NYTimes Review: 'The Junket'

The life of a freelance journalist is not a pretty one: As described by Mike Albo in his often amusing but slight solo show, “The Junket,” it’s filled with anxiety, insecurity and professional perils.

Mr. Albo, a freelancer who formerly wrote the “Critical Shopper” column for The New York Times, among other jobs, recounts in this “really insecure TED talk” how he once accepted an all-expenses-paid junket to Jamaica — and the consequences, once bloggers and a media website got on his case. (Mr. Alba tinkers with all the names in the story. The media website is named Jabber, and the newspaper in question is The Tomes.) The conflict-of-interest brouhaha eventually led to the loss of his high-profile gig at The Times.

His short show, presented at the Lynn Redgrave Theater by the Culture Project, is not so much bitter payback to those who reproached him — well, O.K., there’s some of that, and, in a way, who can blame him for feeling victimized by an ever-morphing, increasingly murky media landscape?

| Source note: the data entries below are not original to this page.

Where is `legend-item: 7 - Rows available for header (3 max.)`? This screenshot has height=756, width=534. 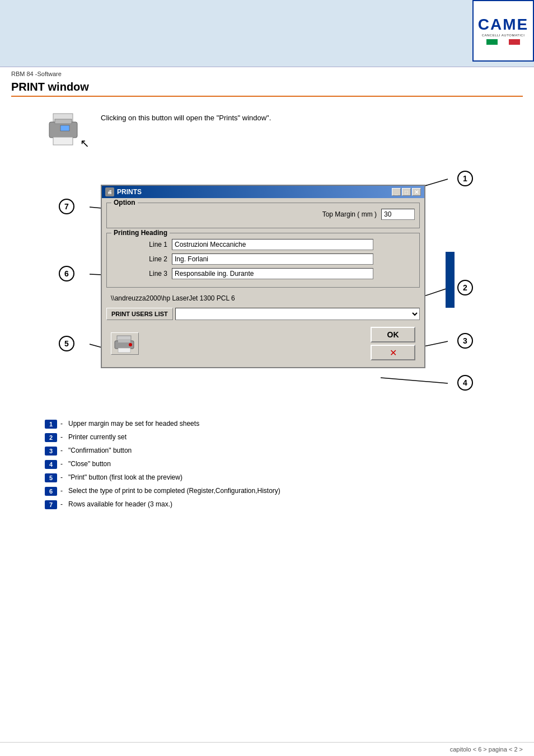 legend-item: 7 - Rows available for header (3 max.) is located at coordinates (267, 505).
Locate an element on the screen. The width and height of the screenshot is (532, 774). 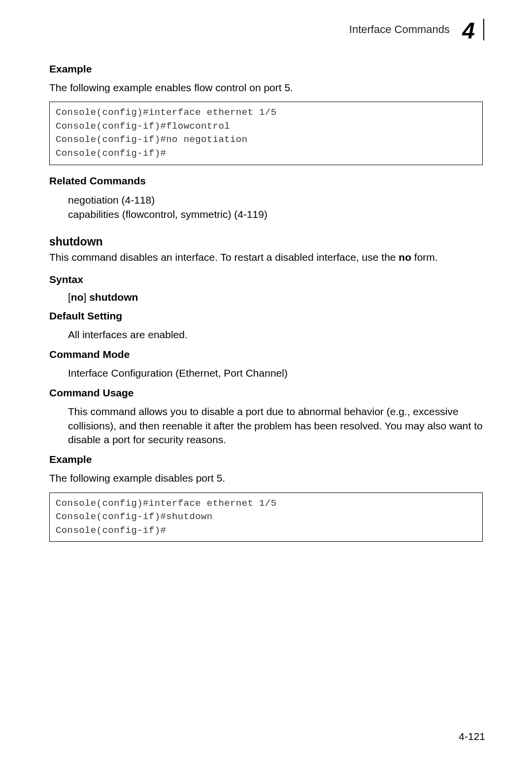
chapter-number-text: 4 is located at coordinates (468, 30).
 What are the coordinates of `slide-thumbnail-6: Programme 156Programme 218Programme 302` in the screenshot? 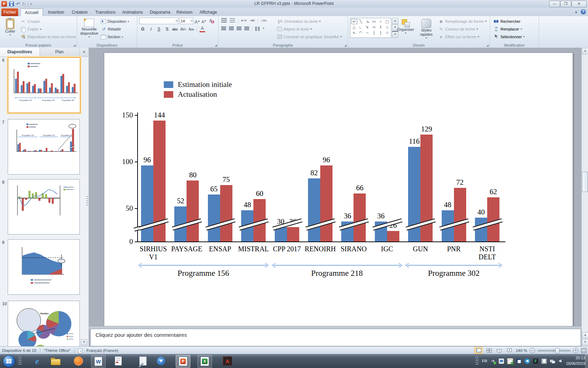 It's located at (44, 85).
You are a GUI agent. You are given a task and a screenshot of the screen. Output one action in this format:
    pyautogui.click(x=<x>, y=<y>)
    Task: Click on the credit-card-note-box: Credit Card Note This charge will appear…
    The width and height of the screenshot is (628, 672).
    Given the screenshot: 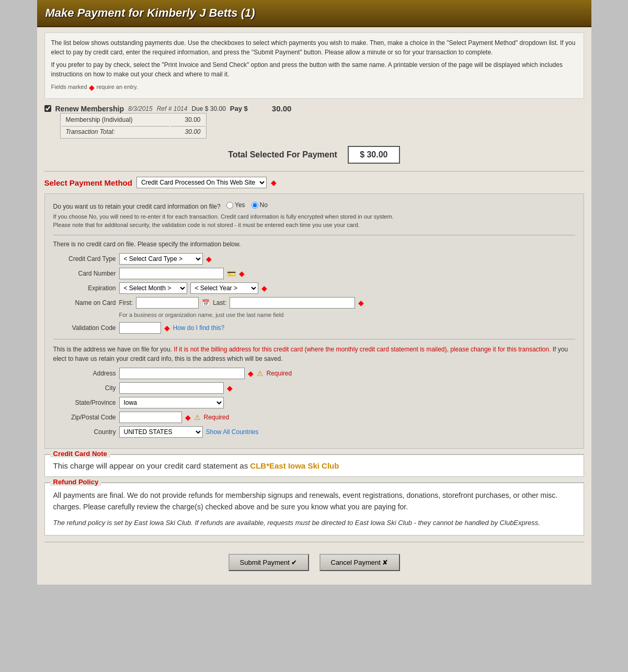 What is the action you would take?
    pyautogui.click(x=314, y=465)
    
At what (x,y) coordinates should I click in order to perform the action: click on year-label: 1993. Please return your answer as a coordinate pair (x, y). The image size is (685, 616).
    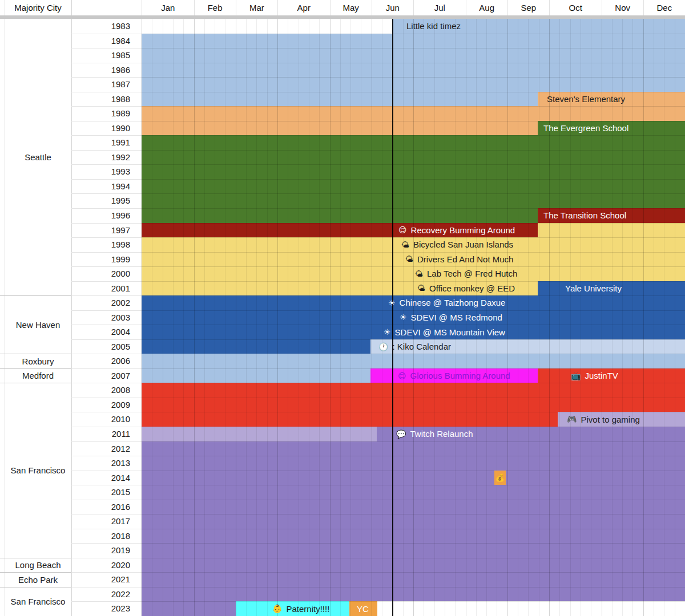
    Looking at the image, I should click on (104, 172).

Mr. Albo tries to put the junket incident, the juicy insider details of the luxe life and the hardscrabble existence of freelancers into a larger context. He speaks with wit and insight about the blurry boundaries of old and new media, the growing alliances between advertising and editorial departments, our love-hate relationship with the rich and famous, and the shifting social dynamics between the superrich and regular folk.